McpServerManager is an Avalonia UI desktop application designed to visualize and analyze session logs and request data from AI coding assistants like GitHub Copilot and Cursor. It provides a unified view of interactions, enabling developers to review prompt history, context usage, and automated actions taken by these tools.
Repository: sharpninja/McpServerManager
- Unified Dashboard: Aggregates logs from different AI providers (Copilot, Cursor) into a single, searchable interface.
- Tree Navigation: filesystem watcher monitors a target directory for log files, automatically indexing them into a navigation tree.
- Detailed Request Analysis:
- Interpretation & Metadata: Displays extracted metadata, user intent interpretation, and key decisions.
- Context Inspection: View the exact context (code snippets, files) sent to the LLM.
- Action Tracking: visualizes automated actions (file creation, edits, command execution) in a structured grid.
- JSON Inspector: Built-in JSON viewer to inspect the raw underlying data for deep debugging.
- Markdown Rendering: Integrated
markdig-based markdown viewer for rendering log content and associated documentation. - Responsive UI: Modern, light-theme interface with collapsible sections and persistent window state.
The application monitors a specified directory (e.g., docs/requests) for JSON and Markdown log files. It supports custom schema formats used to track AI interactions:
- Copilot Logs: JSON-based session logs containing request/response cycles, token usage metrics, and workspace context.
- Cursor Logs: JSON/Markdown hybrid logs capturing "Tab" requests, diffs, and chat history.
- Configure Directory: Point the application to the root folder containing your request logs.
- Browse Sessions: Use the tree view on the left to navigate through sessions organized by date or folder structure.
- Inspect Requests: Click on a specific request to view its details in the main panel.
- Expand the Actions grid to see what file changes were performed.
- Check Interpretation to understand how the AI understood the task.
- Use the Original JSON expander to see the raw data fields.
Edit src/McpServerManager/appsettings.config (copied next to the executable) to set Mcp.BaseUrl, Paths.SessionsRootPath, Paths.HtmlCacheDirectory, and Paths.CssFallbackPath. Session logs are loaded from Mcp.BaseUrl (/mcpserver/sessionlog), while Paths.* is still used for documents/source context and markdown CSS fallback. Paths.HtmlCacheDirectory supports environment variables such as %TEMP%.
- Framework: Avalonia UI (Cross-platform .NET XAML framework)
- Language: C# / .NET 8
- Parsing:
System.Text.Jsonwith custom robust parsing for flexible schemas. - Markdown:
Markdig.Avaloniafor rendering formatted text.
# From repo root
cd src/McpServerManager
dotnet runUse NUKE from the repo root as the authoritative build/deploy entry point.
.\build.ps1
.\build.ps1 --target DeployAll
.\build.ps1 --target DeployAll --deploy-selection Director,WebUi,DesktopMsix
.\build.ps1 --target DeployAll --what-if
.\build.ps1 --target DeployAll --configuration Debug --deploy-selection Director,WebUi
.\build.ps1 BuildAndInstallVsix --what-ifCurrent target names:
DirectorWebUiAndroidPhoneAndroidEmulatorDesktopMsixDesktopDeb
Behavior notes:
build.ps1andbuild.share the primary entry points; they invokebuild\Build.csprojwith the repo root wired up for NUKE.- When invoked with no arguments, the root wrappers forward
--helpso you see NUKE help instead of accidentally running a default target. - For convenience, the wrappers treat the first bare argument as
--target, so commands like.\build.ps1 BuildAndInstallVsix --what-ifwork without spelling out--target. - The build is best-effort for deploy-all: unavailable targets are skipped and reported in the final summary.
--what-ifis the standard dry-run mechanism for NUKE-backed targets.DesktopMsixdeployment auto-elevates only the certificate trust/install step throughgsudo, avoiding elevated NUKE re-entry log-file conflicts; otherwise the build fails with guidance to installgsudoor rerun from an elevated PowerShell session.DesktopDebinstallation on Windows launches an interactive WSLsudoprompt so the user can enter their password when package installation is requested.- Legacy files under
scripts\now act as compatibility wrappers so existing commands continue to work while NUKE owns the orchestration logic. - For independent target execution, import
scripts\DeployAllTargets.psm1and call the exported compatibility functions directly, for exampleInvoke-DeployDirectorTool -Configuration Debug -WhatIf.
On WSL with WSLg enabled (Windows 11), the app window should appear on the Windows desktop. If it doesn’t:
- Check WSLg: Ensure you’re on Windows 11 with WSLg (no separate X server needed).
- Run from project:
cd src/McpServerManager && dotnet run -c Debug - Or use the script: From repo root,
chmod +x run-wslg.sh && ./run-wslg.sh - Taskbar: The window may show in the Windows taskbar; click it to bring it to front.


--- EXERCISE DESCRIPTION ---
Write out the data in full, exactly as shown.

[Records from a collection of figures]
################

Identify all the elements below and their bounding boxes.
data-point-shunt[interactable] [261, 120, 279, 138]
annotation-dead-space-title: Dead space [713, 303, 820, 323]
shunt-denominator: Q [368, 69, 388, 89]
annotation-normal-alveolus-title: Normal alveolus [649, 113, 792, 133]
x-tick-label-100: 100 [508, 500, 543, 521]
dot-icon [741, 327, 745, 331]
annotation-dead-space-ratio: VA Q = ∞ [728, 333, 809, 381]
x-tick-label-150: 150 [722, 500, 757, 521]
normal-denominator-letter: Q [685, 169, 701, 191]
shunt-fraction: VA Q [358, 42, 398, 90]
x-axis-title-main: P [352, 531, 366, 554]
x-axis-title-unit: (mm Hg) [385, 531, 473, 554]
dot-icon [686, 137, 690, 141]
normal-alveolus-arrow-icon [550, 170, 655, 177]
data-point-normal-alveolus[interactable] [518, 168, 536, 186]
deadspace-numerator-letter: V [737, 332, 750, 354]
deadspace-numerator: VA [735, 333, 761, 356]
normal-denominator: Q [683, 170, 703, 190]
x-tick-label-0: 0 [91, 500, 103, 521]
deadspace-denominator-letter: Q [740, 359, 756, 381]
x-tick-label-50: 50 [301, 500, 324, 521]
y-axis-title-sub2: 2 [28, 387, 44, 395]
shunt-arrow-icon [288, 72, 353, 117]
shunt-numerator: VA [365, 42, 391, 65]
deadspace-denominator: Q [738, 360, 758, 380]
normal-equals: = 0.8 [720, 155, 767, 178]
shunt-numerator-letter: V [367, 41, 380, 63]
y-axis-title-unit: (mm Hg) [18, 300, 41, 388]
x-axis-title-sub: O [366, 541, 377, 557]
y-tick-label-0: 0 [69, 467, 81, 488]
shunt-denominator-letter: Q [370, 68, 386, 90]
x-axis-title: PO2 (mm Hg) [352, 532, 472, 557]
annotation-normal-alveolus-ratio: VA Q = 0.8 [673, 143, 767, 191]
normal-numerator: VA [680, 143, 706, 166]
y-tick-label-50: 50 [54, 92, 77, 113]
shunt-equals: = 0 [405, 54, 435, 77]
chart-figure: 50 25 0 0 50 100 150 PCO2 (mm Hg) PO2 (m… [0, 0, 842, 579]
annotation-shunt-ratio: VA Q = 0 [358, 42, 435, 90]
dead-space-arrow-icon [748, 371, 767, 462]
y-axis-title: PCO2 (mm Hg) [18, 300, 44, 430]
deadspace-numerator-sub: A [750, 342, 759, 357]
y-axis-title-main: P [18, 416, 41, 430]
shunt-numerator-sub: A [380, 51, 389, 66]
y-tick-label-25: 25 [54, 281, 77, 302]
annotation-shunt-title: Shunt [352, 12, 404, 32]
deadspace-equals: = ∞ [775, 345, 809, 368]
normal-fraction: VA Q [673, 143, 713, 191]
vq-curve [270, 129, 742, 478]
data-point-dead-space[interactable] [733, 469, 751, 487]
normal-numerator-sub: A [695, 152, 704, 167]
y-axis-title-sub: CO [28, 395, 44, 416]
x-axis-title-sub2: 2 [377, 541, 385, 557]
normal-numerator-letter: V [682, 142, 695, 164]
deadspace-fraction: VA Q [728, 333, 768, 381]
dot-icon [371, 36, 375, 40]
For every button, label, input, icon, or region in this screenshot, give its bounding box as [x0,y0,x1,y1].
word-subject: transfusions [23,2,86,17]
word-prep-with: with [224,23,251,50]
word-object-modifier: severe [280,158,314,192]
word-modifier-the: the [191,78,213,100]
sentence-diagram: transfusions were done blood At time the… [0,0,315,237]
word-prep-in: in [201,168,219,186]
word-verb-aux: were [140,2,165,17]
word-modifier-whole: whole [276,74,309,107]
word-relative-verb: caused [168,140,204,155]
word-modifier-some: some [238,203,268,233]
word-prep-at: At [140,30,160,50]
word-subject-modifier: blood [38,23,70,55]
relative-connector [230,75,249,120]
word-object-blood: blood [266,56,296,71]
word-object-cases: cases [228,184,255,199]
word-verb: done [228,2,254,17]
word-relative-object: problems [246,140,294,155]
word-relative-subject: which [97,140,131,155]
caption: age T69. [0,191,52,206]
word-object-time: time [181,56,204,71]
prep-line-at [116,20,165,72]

################

--- RESULT OF THIS TASK ---
Identify all the elements below and their bounding boxes.
data-point-shunt[interactable] [261, 120, 279, 138]
annotation-dead-space-title: Dead space [713, 303, 820, 323]
shunt-denominator: Q [368, 69, 388, 89]
annotation-normal-alveolus-title: Normal alveolus [649, 113, 792, 133]
x-tick-label-100: 100 [508, 500, 543, 521]
dot-icon [741, 327, 745, 331]
annotation-dead-space-ratio: VA Q = ∞ [728, 333, 809, 381]
x-tick-label-150: 150 [722, 500, 757, 521]
normal-denominator-letter: Q [685, 169, 701, 191]
shunt-fraction: VA Q [358, 42, 398, 90]
x-axis-title-main: P [352, 531, 366, 554]
x-axis-title-unit: (mm Hg) [385, 531, 473, 554]
dot-icon [686, 137, 690, 141]
normal-alveolus-arrow-icon [550, 170, 655, 177]
data-point-normal-alveolus[interactable] [518, 168, 536, 186]
deadspace-numerator-letter: V [737, 332, 750, 354]
deadspace-numerator: VA [735, 333, 761, 356]
normal-denominator: Q [683, 170, 703, 190]
x-tick-label-0: 0 [91, 500, 103, 521]
deadspace-denominator-letter: Q [740, 359, 756, 381]
x-tick-label-50: 50 [301, 500, 324, 521]
y-axis-title-sub2: 2 [28, 387, 44, 395]
shunt-arrow-icon [288, 72, 353, 117]
shunt-numerator: VA [365, 42, 391, 65]
deadspace-denominator: Q [738, 360, 758, 380]
normal-equals: = 0.8 [720, 155, 767, 178]
shunt-numerator-letter: V [367, 41, 380, 63]
y-axis-title-unit: (mm Hg) [18, 300, 41, 388]
x-axis-title-sub: O [366, 541, 377, 557]
y-tick-label-0: 0 [69, 467, 81, 488]
shunt-denominator-letter: Q [370, 68, 386, 90]
x-axis-title: PO2 (mm Hg) [352, 532, 472, 557]
annotation-normal-alveolus-ratio: VA Q = 0.8 [673, 143, 767, 191]
normal-numerator: VA [680, 143, 706, 166]
y-tick-label-50: 50 [54, 92, 77, 113]
shunt-equals: = 0 [405, 54, 435, 77]
chart-figure: 50 25 0 0 50 100 150 PCO2 (mm Hg) PO2 (m… [0, 0, 842, 579]
annotation-shunt-ratio: VA Q = 0 [358, 42, 435, 90]
dead-space-arrow-icon [748, 371, 767, 462]
y-axis-title: PCO2 (mm Hg) [18, 300, 44, 430]
deadspace-numerator-sub: A [750, 342, 759, 357]
y-axis-title-main: P [18, 416, 41, 430]
shunt-numerator-sub: A [380, 51, 389, 66]
y-tick-label-25: 25 [54, 281, 77, 302]
annotation-shunt-title: Shunt [352, 12, 404, 32]
deadspace-equals: = ∞ [775, 345, 809, 368]
normal-fraction: VA Q [673, 143, 713, 191]
vq-curve [270, 129, 742, 478]
data-point-dead-space[interactable] [733, 469, 751, 487]
normal-numerator-sub: A [695, 152, 704, 167]
y-axis-title-sub: CO [28, 395, 44, 416]
x-axis-title-sub2: 2 [377, 541, 385, 557]
normal-numerator-letter: V [682, 142, 695, 164]
deadspace-fraction: VA Q [728, 333, 768, 381]
dot-icon [371, 36, 375, 40]
For every button, label, input, icon, or region in this screenshot, give its bounding box as [x0,y0,x1,y1].
word-subject: transfusions [23,2,86,17]
word-prep-with: with [224,23,251,50]
word-object-modifier: severe [280,158,314,192]
word-modifier-the: the [191,78,213,100]
sentence-diagram: transfusions were done blood At time the… [0,0,315,237]
word-prep-in: in [201,168,219,186]
word-verb-aux: were [140,2,165,17]
word-modifier-whole: whole [276,74,309,107]
word-relative-verb: caused [168,140,204,155]
word-modifier-some: some [238,203,268,233]
word-prep-at: At [140,30,160,50]
word-subject-modifier: blood [38,23,70,55]
relative-connector [230,75,249,120]
word-object-blood: blood [266,56,296,71]
word-object-cases: cases [228,184,255,199]
word-verb: done [228,2,254,17]
word-relative-object: problems [246,140,294,155]
word-relative-subject: which [97,140,131,155]
caption: age T69. [0,191,52,206]
word-object-time: time [181,56,204,71]
prep-line-at [116,20,165,72]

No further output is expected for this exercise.